English Language and Literature

English Language and Literature

Welcome to the wonderful world of High School English Language and Literature at TRIO World Academy (TWA)!

IGCSE (International General Certificate of Secondary Education) First Language English students at TWA quickly learn to develop the ability to communicate clearly, accurately, and effectively with particular emphasis on developing a personal style which is vital in the future world that they will face. Students are also encouraged to explore the infinite universe of imaginative writing, as well as other forms of writing that they will encounter in their lives, such as discursive essays, letters, reports, journals, speeches, interviews, reviews, and articles. In addition, Students are immersed in the creative process of evolving their own stories, whether they be imaginative or descriptive, and are encouraged to develop these skills in the wider world.

At TWA, we also study “Literature in English” at the IGCSE level. It is a bit of a mouthful, I know, but what it really means is that we study Literature originally written in English. Over the last eight years we have studied many different texts ranging from Shakespeare’s “Romeo and Juliet” and “Macbeth” to Jhumpa Lahiri’s “The Namesake” and John Knowles’ “A Separate Peace” via Arthur Miller’s “The Crucible.” The exuberance and danger of love and power in these texts has been counterpointed by an exploration of individual identity within a world of changing concepts of birth and nationality.

TWA has also enriched our students’ understanding of the world around them through over thirty poems. Poetry written by Maya Angelou, Percy Bysshe Shelley, Sujata Bhatt, William Wordsworth, Seamus Heaney, Stevie Smith, Elizabeth Barrett Browning, Robert Browning, Emily Dickinson, Tennyson, Philip Larkin, Siegfried Sassoon, Wilfred Owen, and Emily Bronte have all been studied at TWA. We have taken the students on a journey through the nineteenth and twentieth centuries, stopping on the way to examine life’s central concepts of love and death as well as freedom and repression. TWA students have wondered at the imaginative potential of the human mind to witness and record, in beautiful words and rhythms, the experiences of many disparate people and their own perceptions and concerns.

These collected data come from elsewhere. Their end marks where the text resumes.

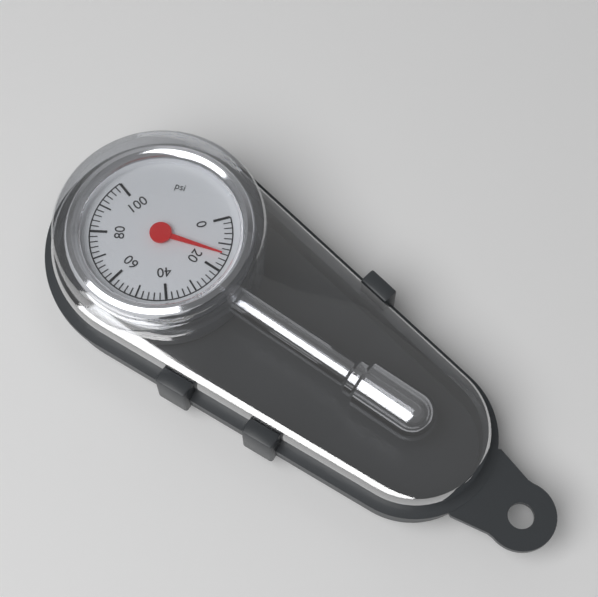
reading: 14 psi
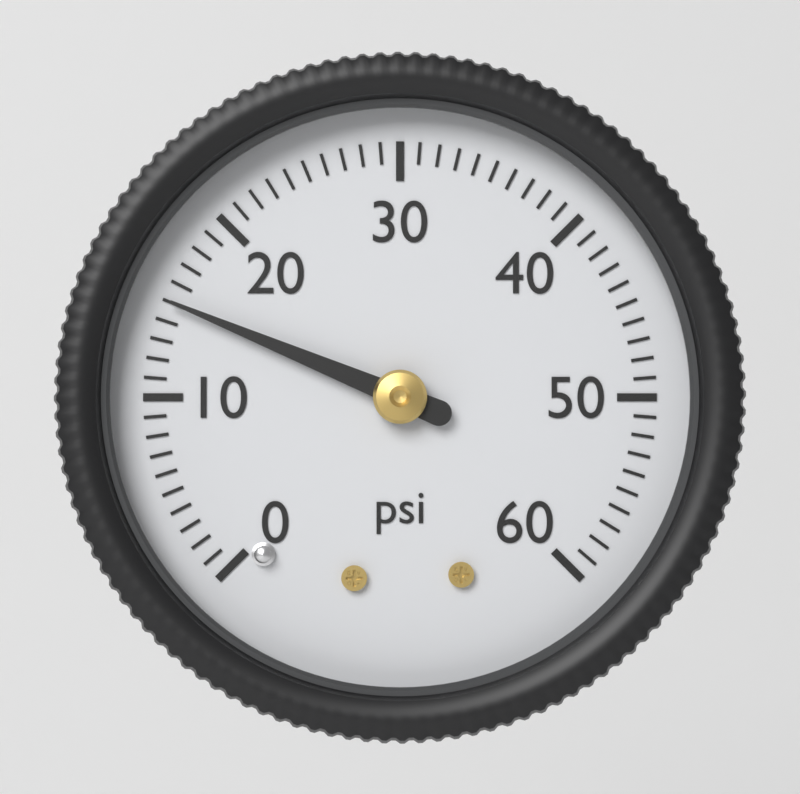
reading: 15 psi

In IB (International Baccalaureate®), TWA students’ study “Language and Literature” which, as the course title implies, is a mix of Language studies as well as an exploration of Literature. In Language, we study non-literary texts such as adverts, posters, blogs, newspapers, magazine articles and covers, songs and films as well as cartoon strips and graphic novels. The course is designed to enable the students to apply their analytical skills, developed in the study of global literature, to sources of information that they will encounter in their daily lives thus empowering them to question what it is they are reading and receiving. This is a crucially important skill as the students reach adulthood, about to be thrust upon the world in all its complexity and ambiguity, as they will possess the tools with which to decode and interpret not only the written text but also the visual elements that reinforce the experiences, we all encounter in the media. No longer is the TWA student a passive subject, merely receiving information. A transformation has taken place since the start of the course and an active citizen now stands before you, ready to make decisions that will alter lives forever.

The Literature part of the IB Language and Literature course at TWA covers a wider range of literature than the IGCSE course as we study six texts at Higher Level, and four texts at Standard Level. At the moment, everyone studies Marjane Satrapi’s graphic novel “Persepolis,” F. Scott Fitzgerald’s 1920’s drama “The Great Gatsby”, William Shakespeare’s sixteenth century “Romeo and Juliet” and Allen Ginsberg’s poem, “Howl” that laid the foundation for the 1960s. Higher Level students also study George Orwell’s dystopian tale of the future, “1984”, and Samuel Beckett’s existentialist “Waiting for Godot”, written just after the Second World War. We have also studied William Shakespeare’s “Hamlet” and Tom Stoppard’s “Rosencrantz and Guildenstern are Dead” which explores the lives of two secondary characters from “Hamlet” when they are not taking part in Shakespeare’s play. One of the differences between the IB course and the IGCSE course is that two of the texts – “Persepolis” and “Waiting for Godot” – were originally written in French and then translated into English which extends the cultural experience beyond the English-speaking world.

Such cultural glory permeates through the consciousness of the student, subliminally rewarding and overtly influencing the core being of our students as TWA encourages our learners to develop the skills of empathy, leadership, and fortitude on their voyage towards becoming world-class leaders in an extraordinary environment of enrichment.